At night he spent an hour in walking with the Princess—and they were wonderful moments. Each evening he seemed to grow better acquainted with this unusual woman—finding beneath the surface of courtly reserve a depth of feeling, a breadth of humanity which would hardly have been believable from her calm, almost indifferent manner.
Her education in an English school had internationalized her—her wide knowledge of books, in all the literatures of Europe, her familiarity with the best of art, poetry, the drama and music—had made of her a delightful, ever surprising traveling companion.
The girl was interested in everything American. She plied him with questions about the city, the country, the customs. Her brief stay in New York had been all too limited—her curiosity was only whetted by the brief survey of externals which is all that a stranger may get, without the guidance of an initiate.
To her, America represented a great new universe, teeming with vitality. Compared with the mediævalism of her own country, the modernity of the States was a wonderful poetic drama of ideals, accomplishment, and goals worth while.
"What do you think of titles, Mr. Jarvis?" asked the girl, one evening. "When you made your recessional into the Middle Ages by taking the feudal oath to me, you were flippant, almost sarcastic: yet by my standards, I could not feel that any man could defend my interests with propriety unless he were of my own people—so, you were adopted with more seriousness than you supposed."
Jarvis flicked a cigarette into the swirling waters far beneath them, as he answered.
"Titles do not appeal to Americans, as a general thing. To the simpler folk, they represent the yoke of the ancient Lion whose mane was cropped in 1776. To the broader folk, they are no more than the marks of family: although I must confess that your worthy cousin would create much fluttering of hearts and waving of ivory fans around Newport and Lennox,—where American hearts, of a sort, and American fortunes of questionable worth are bartered for a tin-plated coronet. But that's the revenge of the Great God of Misfits."
He turned toward her, resting his hand upon the rail.
"You are no different physically, mentally, socially from many of the Southern, Northern, and Western girls I have met in my own country. You are dependent upon the fashions, to bring your charms to the utmost effectiveness." The Princess blushed in the dark. "But, differing from many of them, you do succeed!" he added.
"You are just as human as the fine girls I have met back home—your titled classes correspond with the fine old families of the United States—and we have the advantage over you that by our own endeavor we can change the titles, by our own efforts, without waiting for the death of our loved ones."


**Your assignment:**
Copy each line of the entries beneath that contains the word "pixels".

**Record excerpts:**
▬▬▬▬▬▬▬▬▬▬
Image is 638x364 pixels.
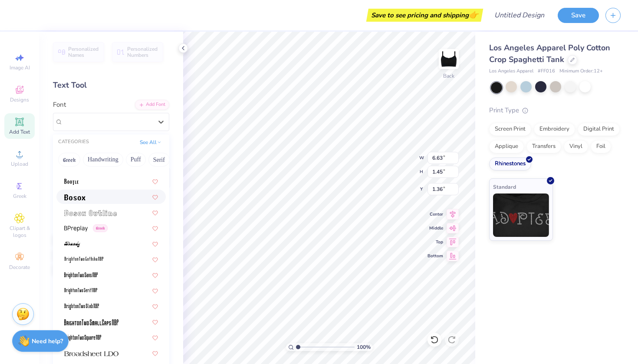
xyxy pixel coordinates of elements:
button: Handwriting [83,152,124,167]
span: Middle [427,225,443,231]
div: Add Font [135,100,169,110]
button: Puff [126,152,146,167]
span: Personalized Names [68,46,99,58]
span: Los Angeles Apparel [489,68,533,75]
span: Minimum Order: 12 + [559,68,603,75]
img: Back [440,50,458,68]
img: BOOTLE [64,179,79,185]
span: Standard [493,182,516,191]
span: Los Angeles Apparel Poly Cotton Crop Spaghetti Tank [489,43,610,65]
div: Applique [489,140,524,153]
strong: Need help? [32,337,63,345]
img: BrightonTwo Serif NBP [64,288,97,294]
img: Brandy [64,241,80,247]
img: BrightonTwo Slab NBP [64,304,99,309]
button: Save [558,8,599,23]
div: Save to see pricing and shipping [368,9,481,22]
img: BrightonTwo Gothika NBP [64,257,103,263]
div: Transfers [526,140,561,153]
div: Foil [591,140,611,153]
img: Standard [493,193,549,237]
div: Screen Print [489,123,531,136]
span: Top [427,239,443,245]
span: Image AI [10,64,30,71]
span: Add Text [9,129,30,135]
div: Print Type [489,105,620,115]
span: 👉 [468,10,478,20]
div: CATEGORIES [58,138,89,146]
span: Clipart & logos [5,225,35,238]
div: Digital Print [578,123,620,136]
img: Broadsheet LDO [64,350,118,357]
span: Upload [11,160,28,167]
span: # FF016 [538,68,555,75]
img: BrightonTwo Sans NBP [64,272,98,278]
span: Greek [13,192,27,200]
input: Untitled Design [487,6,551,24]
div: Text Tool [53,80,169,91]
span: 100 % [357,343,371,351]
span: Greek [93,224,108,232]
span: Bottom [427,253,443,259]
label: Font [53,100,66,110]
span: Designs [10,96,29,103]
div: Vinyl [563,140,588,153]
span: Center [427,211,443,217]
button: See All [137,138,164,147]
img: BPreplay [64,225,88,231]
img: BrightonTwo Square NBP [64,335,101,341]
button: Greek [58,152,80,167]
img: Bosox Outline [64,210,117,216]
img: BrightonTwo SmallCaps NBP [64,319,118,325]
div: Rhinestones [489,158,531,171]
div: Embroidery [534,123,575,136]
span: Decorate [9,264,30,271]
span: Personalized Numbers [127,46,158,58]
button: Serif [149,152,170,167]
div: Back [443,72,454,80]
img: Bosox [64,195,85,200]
▬▬▬▬▬▬▬▬▬▬
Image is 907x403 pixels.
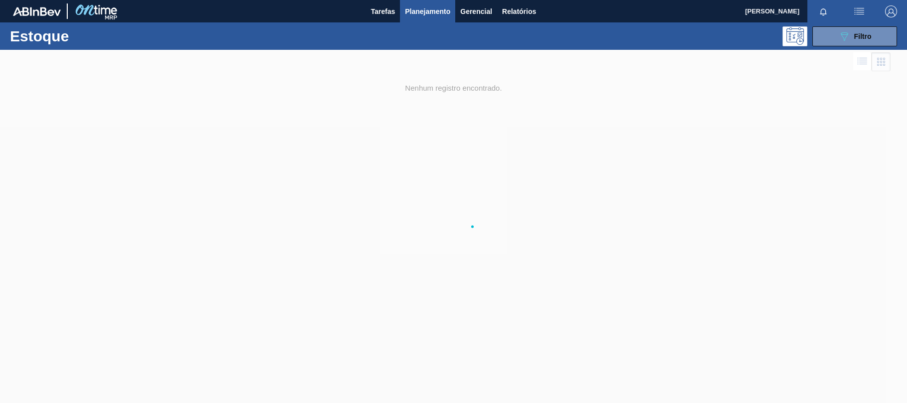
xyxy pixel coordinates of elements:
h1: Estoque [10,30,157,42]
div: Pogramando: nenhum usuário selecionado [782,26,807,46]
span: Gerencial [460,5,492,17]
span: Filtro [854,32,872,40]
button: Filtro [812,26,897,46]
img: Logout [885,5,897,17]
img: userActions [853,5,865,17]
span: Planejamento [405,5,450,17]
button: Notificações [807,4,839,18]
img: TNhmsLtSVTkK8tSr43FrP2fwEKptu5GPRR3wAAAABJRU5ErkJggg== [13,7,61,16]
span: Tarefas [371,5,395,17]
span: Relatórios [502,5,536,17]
▬▬▬▬▬▬▬▬▬▬
**Expected answer:**
Image is 638x364 pixels.
Image is 907x403 pixels.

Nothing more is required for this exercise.